Kevin, Gru (Steve Carell) in"Minions: The Rise of Gru."

Kevin, Gru (Steve Carell) in"Minions: The Rise of Gru." Credit: Illumination Entertainment/Universal Pictures


PLOT In the mid-1970s, an 11-year-old supervillain meets his role model.

CAST Steve Carell, Alan Arkin, Taraji P. Henson

RATED PG (some potty humor)

LENGTH 1:27

WHERE Area theaters

BOTTOM LINE More disposable family entertainment from the Minions, this time with a disco-funk soundtrack.

Remember the three little girls in the first “Despicable Me” movie? It has been more than 10 years since they melted the heart of a supervillain named Gru (Steve Carell), and by now they should be having new adventures in high school or even college. If you’re wondering whatever happened to those girls, I’ll tell you: the Minions, that’s what.

Gru’s antic, yellow-hued little sidekicks, who initially served as comic relief, proved so popular that they took over the franchise. Slapstick replaced heart-tugging, and now, five films in those girls are starting to feel like a distant memory. In fairness, this is a Minions-branded title; maybe the girls will return in “Despicable Me 4.”

“The Rise of Gru” typifies what makes this animated series so successful ($3.7 billion so far) and so irksome: a calculated combination of high-strung zaniness to wind up the kids and nostalgic pop-culture references to soothe the parents. Where previous entries focused on the 1980s and the 1960s, this one mines the hoary 1970s. Get ready for an Afro-coiffed villain named Belle Bottom (Taraji P. Henson).

The year is 1975, judging by a theater playing “Jaws,” and Gru is an 11-year-old kid (still with the voice of Carell!) who dreams of joining the Vicious 6. That supervillain cabal includes Belle, the roller-skater Svengeance (Dolph Lundgren) and the lobsterish cyborg Jean-Clawed (Jean-Claude Van Damme). But wait -- don’t those voices belong to a different decade? I was more impressed by Nun-Chuck (Lucy Lawless), a semi-sacrilegious villain, and Wild Knuckles (Alan Arkin), an aging biker who develops a grandfatherly affection for the young Gru. They're all chasing a magical Zodiac Stone that grants the holder transformational powers.

Talk about conceptual overload! Yet screenwriter Matthew Fogel and director Kyle Balda still manage to squeeze in an “Easy Rider”-style road trip (RZA plays the Biker) and a kung-fu homage featuring Master Chow (Michelle Yeoh).Fans will call it inspired lunacy; others will sense a throw-it-to-the-wall approach that rarely sticks. I still can’t tell the Minions apart, and now there’s a new one named Otto, with braces.

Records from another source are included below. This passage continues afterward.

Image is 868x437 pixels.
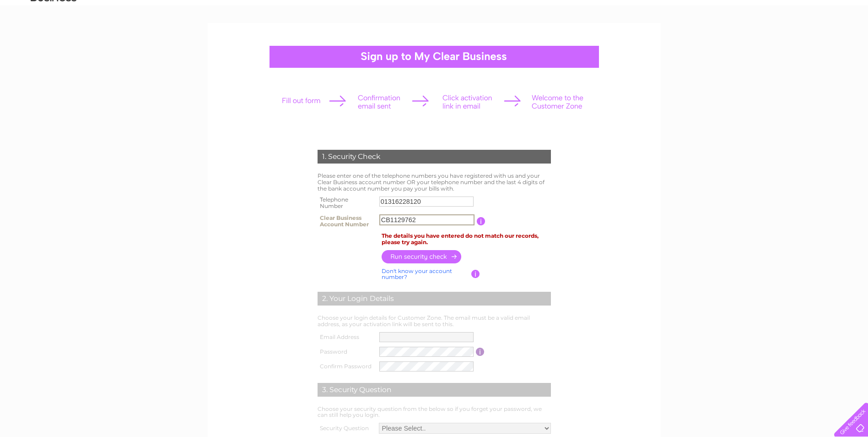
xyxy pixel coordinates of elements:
td: The details you have entered do not match our records, please try again. [379,230,553,248]
div: 3. Security Question [317,382,551,397]
td: Choose your security question from the below so if you forget your password, we can still help yo... [315,403,553,421]
th: Clear Business Account Number [315,212,377,230]
div: Clear Business is a trading name of Verastar Limited (registered in [GEOGRAPHIC_DATA] No. 3667643... [218,5,651,44]
td: Choose your login details for Customer Zone. The email must be a valid email address, as your act... [315,312,553,330]
th: Email Address [315,330,377,344]
a: Telecoms [789,39,816,46]
div: 2. Your Login Details [317,292,551,305]
a: 0333 014 3131 [696,5,759,16]
div: 1. Security Check [317,150,551,164]
a: Blog [822,39,835,46]
a: Energy [763,39,783,46]
th: Security Question [315,420,377,436]
a: Water [740,39,757,46]
a: Don't know your account number? [382,267,452,281]
img: logo.png [30,24,77,52]
th: Telephone Number [315,194,377,212]
input: Information [471,269,480,278]
input: Information [477,217,486,225]
th: Password [315,344,377,359]
th: Confirm Password [315,359,377,374]
td: Please enter one of the telephone numbers you have registered with us and your Clear Business acc... [315,170,553,194]
a: Contact [840,39,862,46]
input: Information [476,347,485,356]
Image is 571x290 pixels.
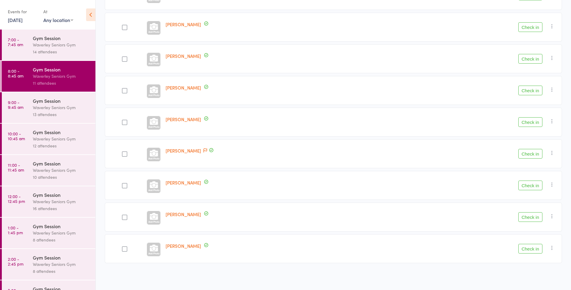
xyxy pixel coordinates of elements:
[33,173,90,180] div: 10 attendees
[2,249,95,279] a: 2:00 -2:45 pmGym SessionWaverley Seniors Gym8 attendees
[33,222,90,229] div: Gym Session
[2,186,95,217] a: 12:00 -12:45 pmGym SessionWaverley Seniors Gym16 attendees
[2,217,95,248] a: 1:00 -1:45 pmGym SessionWaverley Seniors Gym8 attendees
[2,123,95,154] a: 10:00 -10:45 amGym SessionWaverley Seniors Gym12 attendees
[33,35,90,41] div: Gym Session
[518,149,542,158] button: Check in
[8,256,23,266] time: 2:00 - 2:45 pm
[518,212,542,222] button: Check in
[518,54,542,64] button: Check in
[33,254,90,260] div: Gym Session
[166,84,201,91] a: [PERSON_NAME]
[166,211,201,217] a: [PERSON_NAME]
[33,260,90,267] div: Waverley Seniors Gym
[518,244,542,253] button: Check in
[8,162,24,172] time: 11:00 - 11:45 am
[166,21,201,27] a: [PERSON_NAME]
[33,41,90,48] div: Waverley Seniors Gym
[8,225,23,235] time: 1:00 - 1:45 pm
[8,68,23,78] time: 8:00 - 8:45 am
[33,135,90,142] div: Waverley Seniors Gym
[33,142,90,149] div: 12 attendees
[33,198,90,205] div: Waverley Seniors Gym
[33,229,90,236] div: Waverley Seniors Gym
[8,131,25,141] time: 10:00 - 10:45 am
[33,111,90,118] div: 13 attendees
[33,66,90,73] div: Gym Session
[33,129,90,135] div: Gym Session
[33,267,90,274] div: 8 attendees
[518,180,542,190] button: Check in
[33,104,90,111] div: Waverley Seniors Gym
[2,61,95,92] a: 8:00 -8:45 amGym SessionWaverley Seniors Gym11 attendees
[33,236,90,243] div: 8 attendees
[8,100,23,109] time: 9:00 - 9:45 am
[33,205,90,212] div: 16 attendees
[518,85,542,95] button: Check in
[2,92,95,123] a: 9:00 -9:45 amGym SessionWaverley Seniors Gym13 attendees
[2,155,95,185] a: 11:00 -11:45 amGym SessionWaverley Seniors Gym10 attendees
[8,7,37,17] div: Events for
[43,17,73,23] div: Any location
[518,22,542,32] button: Check in
[43,7,73,17] div: At
[33,160,90,166] div: Gym Session
[33,191,90,198] div: Gym Session
[8,17,23,23] a: [DATE]
[166,179,201,185] a: [PERSON_NAME]
[33,79,90,86] div: 11 attendees
[33,97,90,104] div: Gym Session
[33,166,90,173] div: Waverley Seniors Gym
[2,30,95,60] a: 7:00 -7:45 amGym SessionWaverley Seniors Gym14 attendees
[166,147,201,154] a: [PERSON_NAME]
[166,116,201,122] a: [PERSON_NAME]
[166,242,201,249] a: [PERSON_NAME]
[33,48,90,55] div: 14 attendees
[33,73,90,79] div: Waverley Seniors Gym
[518,117,542,127] button: Check in
[8,37,23,47] time: 7:00 - 7:45 am
[166,53,201,59] a: [PERSON_NAME]
[8,194,25,203] time: 12:00 - 12:45 pm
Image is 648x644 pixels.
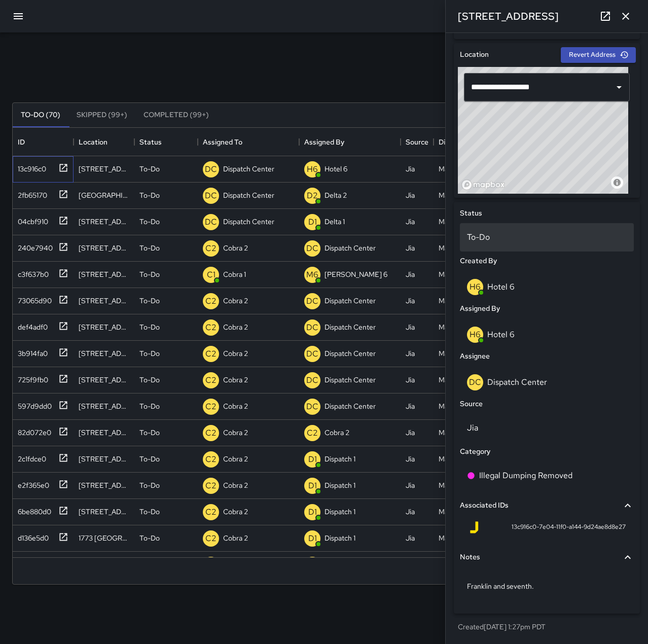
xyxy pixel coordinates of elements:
[79,348,129,359] div: 1731 Franklin Street
[308,479,317,492] p: D1
[198,128,299,156] div: Assigned To
[308,453,317,466] p: D1
[439,164,480,174] div: Maintenance
[224,427,248,438] p: Cobra 2
[439,427,480,438] div: Maintenance
[307,269,319,281] p: M6
[13,128,73,156] div: ID
[140,270,160,279] p: To-Do
[79,480,129,491] div: 1700 Broadway
[439,190,480,200] div: Maintenance
[401,128,434,156] div: Source
[406,217,415,226] div: Jia
[14,555,52,569] div: b9692540
[439,348,480,359] div: Maintenance
[224,190,274,200] p: Dispatch Center
[18,128,25,156] div: ID
[307,401,319,413] p: DC
[325,533,356,543] p: Dispatch 1
[140,217,160,226] p: To-Do
[439,480,480,491] div: Maintenance
[308,506,317,518] p: D1
[205,427,217,439] p: C2
[14,450,46,464] div: 2c1fdce0
[224,296,248,306] p: Cobra 2
[140,374,160,385] p: To-Do
[307,242,319,254] p: DC
[14,239,53,253] div: 240e7940
[224,348,248,359] p: Cobra 2
[69,103,135,128] button: Skipped (99+)
[406,322,415,332] div: Jia
[205,348,217,360] p: C2
[224,374,248,385] p: Cobra 2
[224,454,248,464] p: Cobra 2
[224,217,274,226] p: Dispatch Center
[439,507,480,516] div: Maintenance
[14,476,49,491] div: e2f365e0
[205,453,217,466] p: C2
[14,529,48,543] div: d136e5d0
[406,374,415,385] div: Jia
[325,427,350,438] p: Cobra 2
[205,295,217,307] p: C2
[205,242,217,254] p: C2
[79,243,129,253] div: 2150 Franklin Street
[439,401,480,411] div: Maintenance
[205,163,217,175] p: DC
[325,296,376,306] p: Dispatch Center
[325,243,376,253] p: Dispatch Center
[140,427,160,438] p: To-Do
[140,401,160,411] p: To-Do
[79,190,129,200] div: 357 19th Street
[224,480,248,491] p: Cobra 2
[140,190,160,200] p: To-Do
[307,348,319,360] p: DC
[406,128,429,156] div: Source
[205,190,217,202] p: DC
[79,533,129,543] div: 1773 Broadway
[307,190,318,202] p: D2
[79,164,129,174] div: 701 Franklin Street
[439,217,480,226] div: Maintenance
[140,296,160,306] p: To-Do
[140,348,160,359] p: To-Do
[304,128,344,156] div: Assigned By
[325,401,376,411] p: Dispatch Center
[140,322,160,332] p: To-Do
[307,374,319,387] p: DC
[14,160,46,174] div: 13c916c0
[14,212,48,226] div: 04cbf910
[224,270,246,279] p: Cobra 1
[224,401,248,411] p: Cobra 2
[406,348,415,359] div: Jia
[224,507,248,516] p: Cobra 2
[14,344,48,359] div: 3b914fa0
[439,454,480,464] div: Maintenance
[205,532,217,544] p: C2
[14,186,47,200] div: 2fb65170
[14,371,48,385] div: 725f9fb0
[307,295,319,307] p: DC
[205,401,217,413] p: C2
[439,296,480,306] div: Maintenance
[439,270,480,279] div: Maintenance
[205,322,217,334] p: C2
[140,164,160,174] p: To-Do
[140,533,160,543] p: To-Do
[325,190,347,200] p: Delta 2
[14,318,48,332] div: def4adf0
[439,243,480,253] div: Maintenance
[307,163,318,175] p: H6
[406,164,415,174] div: Jia
[325,507,356,516] p: Dispatch 1
[325,480,356,491] p: Dispatch 1
[135,103,217,128] button: Completed (99+)
[406,507,415,516] div: Jia
[14,503,51,516] div: 6be880d0
[406,454,415,464] div: Jia
[207,269,215,281] p: C1
[203,128,242,156] div: Assigned To
[79,401,129,411] div: 230 Bay Place
[406,243,415,253] div: Jia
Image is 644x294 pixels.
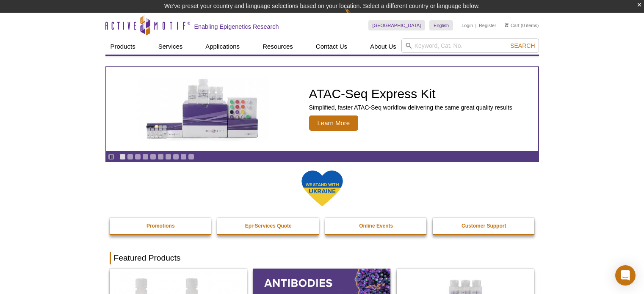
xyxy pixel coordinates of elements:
a: Go to slide 7 [166,154,171,160]
a: Cart [505,22,519,29]
a: English [429,20,453,30]
a: Go to slide 8 [173,154,179,160]
li: | [476,20,477,30]
a: Applications [201,38,245,55]
h2: ATAC-Seq Express Kit [309,88,513,101]
a: Epi-Services Quote [217,218,320,234]
p: Simplified, faster ATAC-Seq workflow delivering the same great quality results [309,104,513,111]
a: Resources [257,38,298,55]
a: [GEOGRAPHIC_DATA] [369,20,426,30]
strong: Customer Support [462,223,506,229]
div: Open Intercom Messenger [615,265,636,286]
a: Register [479,22,497,29]
a: Promotions [110,218,212,234]
a: Go to slide 1 [120,154,126,160]
span: Search [510,43,535,49]
a: Go to slide 2 [127,154,134,160]
img: We Stand With Ukraine [302,170,343,207]
button: Search [508,42,537,49]
h2: Featured Products [110,252,535,265]
a: Go to slide 5 [150,154,156,160]
a: Go to slide 10 [188,154,194,160]
a: Customer Support [433,218,536,234]
img: Change Here [345,7,367,26]
a: About Us [365,38,401,55]
strong: Online Events [359,223,393,229]
img: ATAC-Seq Express Kit [134,77,273,142]
li: (0 items) [505,20,539,30]
a: Services [153,38,188,55]
h2: Enabling Epigenetics Research [194,23,279,30]
strong: Epi-Services Quote [245,223,292,229]
article: ATAC-Seq Express Kit [107,67,538,152]
a: Go to slide 6 [157,154,164,160]
strong: Promotions [147,223,175,229]
a: Login [462,22,474,29]
a: Contact Us [311,38,352,55]
img: Your Cart [505,23,509,27]
input: Keyword, Cat. No. [401,38,539,53]
a: Products [106,38,141,55]
a: Toggle autoplay [108,154,115,160]
a: Go to slide 4 [143,154,148,160]
a: Online Events [325,218,428,234]
span: Learn More [309,115,359,131]
a: Go to slide 9 [180,154,187,160]
a: ATAC-Seq Express Kit ATAC-Seq Express Kit Simplified, faster ATAC-Seq workflow delivering the sam... [107,67,538,152]
a: Go to slide 3 [134,154,141,160]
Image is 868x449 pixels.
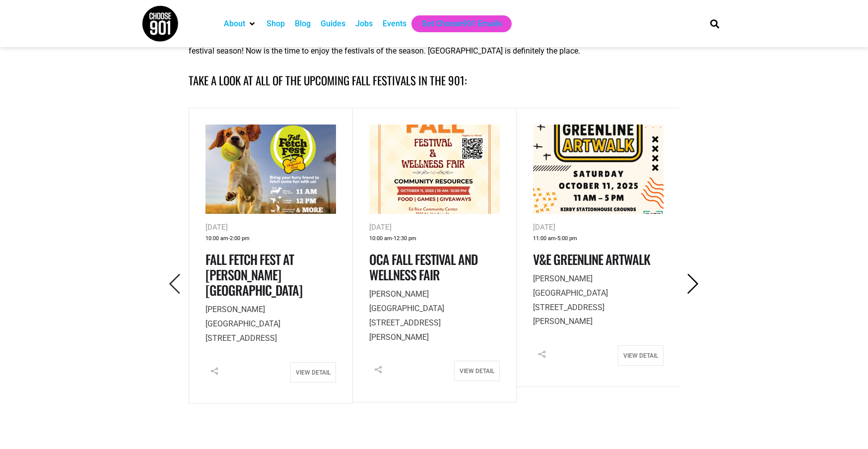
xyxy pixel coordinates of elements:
[369,360,387,378] i: Share
[295,18,311,30] a: Blog
[320,18,345,30] a: Guides
[205,305,280,328] span: [PERSON_NAME][GEOGRAPHIC_DATA]
[533,125,663,214] img: Poster for the V&E Greenline Artwalk on October 11, 2025, from 11 AM to 5 PM at Kirby Stationhous...
[533,272,663,329] p: [STREET_ADDRESS][PERSON_NAME]
[165,274,185,294] i: Previous
[290,362,336,382] a: View Detail
[683,274,703,294] i: Next
[680,272,707,296] button: Next
[533,345,551,363] i: Share
[205,362,224,380] i: Share
[224,18,245,30] a: About
[205,234,336,244] div: -
[219,15,262,32] div: About
[205,234,228,244] span: 10:00 am
[205,303,336,345] p: [STREET_ADDRESS]
[219,15,694,32] nav: Main nav
[533,249,650,269] a: V&E Greenline Artwalk
[706,15,723,31] div: Search
[266,18,285,30] a: Shop
[618,345,663,365] a: View Detail
[383,18,406,30] a: Events
[422,18,501,30] a: Get Choose901 Emails
[454,360,500,381] a: View Detail
[557,234,577,244] span: 5:00 pm
[205,223,228,231] span: [DATE]
[369,287,500,344] p: [STREET_ADDRESS][PERSON_NAME]
[533,274,608,297] span: [PERSON_NAME][GEOGRAPHIC_DATA]
[161,272,188,296] button: Previous
[369,234,500,244] div: -
[356,18,372,30] a: Jobs
[229,234,249,244] span: 2:00 pm
[369,223,391,231] span: [DATE]
[533,223,555,231] span: [DATE]
[205,249,302,300] a: Fall Fetch Fest at [PERSON_NAME][GEOGRAPHIC_DATA]
[369,249,477,284] a: OCA Fall Festival and Wellness Fair
[533,234,556,244] span: 11:00 am
[533,234,663,244] div: -
[369,289,444,313] span: [PERSON_NAME][GEOGRAPHIC_DATA]
[369,234,392,244] span: 10:00 am
[394,234,416,244] span: 12:30 pm
[188,72,680,89] h4: Take a look at all of the upcoming fall festivals in the 901:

The good news is that superproducer Jack Antonoff masterminded the music, which means a whole crateful of golden oldies -- Linda Ronstadt’s “You’re No Good” gets pride of place -- and a sparkling collaboration between Motown legend Diana Ross and indie darlings Tame Impala titled “Turn Up the Sunshine.” If you’re not a Minions fan, at least you can sit back and play “Name that Tune."